Professor Schedules 15 Minutes of Uncomfortable Silence Before Class Every Day
The start of the new semester is a time when students pretend to care about learning for all of syllabus week before never showing up to a class their parents paid $700 for again. It's the perfect opportunity to show up to class early, sit up front and answer every question to let their professor know they are indeed That Bitch™. But for those enrolled in Professor Jim Farzer's Public Speaking course, the ultimate test of resolve comes with the awkward, coughing and sneezing filled silence before class starts every Tuesday and Thursday.
"Scheduling fifteen mandatory minutes of silence prior to the start of class builds character. It's a time for everyone to stare into space and think about every embarrassing thing that's ever happened to them," said Professor Farzer as he went over the "my kink for making students uncomfortable" section on his syllabus. "Uncomfortable silence really gets the self-reflective juices flowing. It also helps get discussion flowing later on, as students are more willing to talk about literally anything rather than go through another painful second of silence."

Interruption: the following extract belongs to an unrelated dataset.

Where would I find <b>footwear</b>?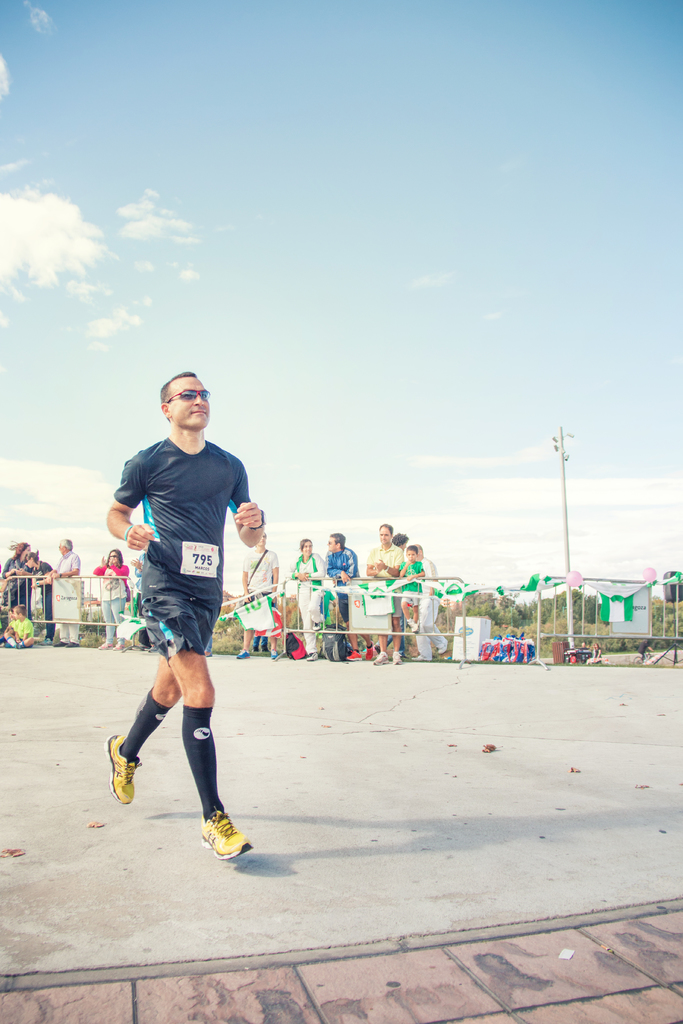
At bbox=(271, 646, 280, 660).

"I just… really love opening the same three apps over and over again until Professor Farzer says otherwise. I scroll through at least three miles of tweets alone before his class," confessed senior Aileen Rodriguez, who waited until her final semester of college to finish her remaining gen-eds. "Sometimes he randomly calls for 'silence breaks' in the middle of class and we all sit there thinking about calling our moms and meal prepping in our heads. I heard he does it with his online classes too. He just leaves fifteen minutes of him staring into his webcam at the beginning of each uploaded lecture video. They have to watch it or else they don't get an attendance point."
For the remainder of the school year, students can expect to sit in painstaking silence as Farzer looks at each one of them in the eyes individually, before using up the last three minutes of silence struggling with the projector. Despite negative evaluations on behalf of former students, Farzer refuses to change his methods because it makes him feel all powerful.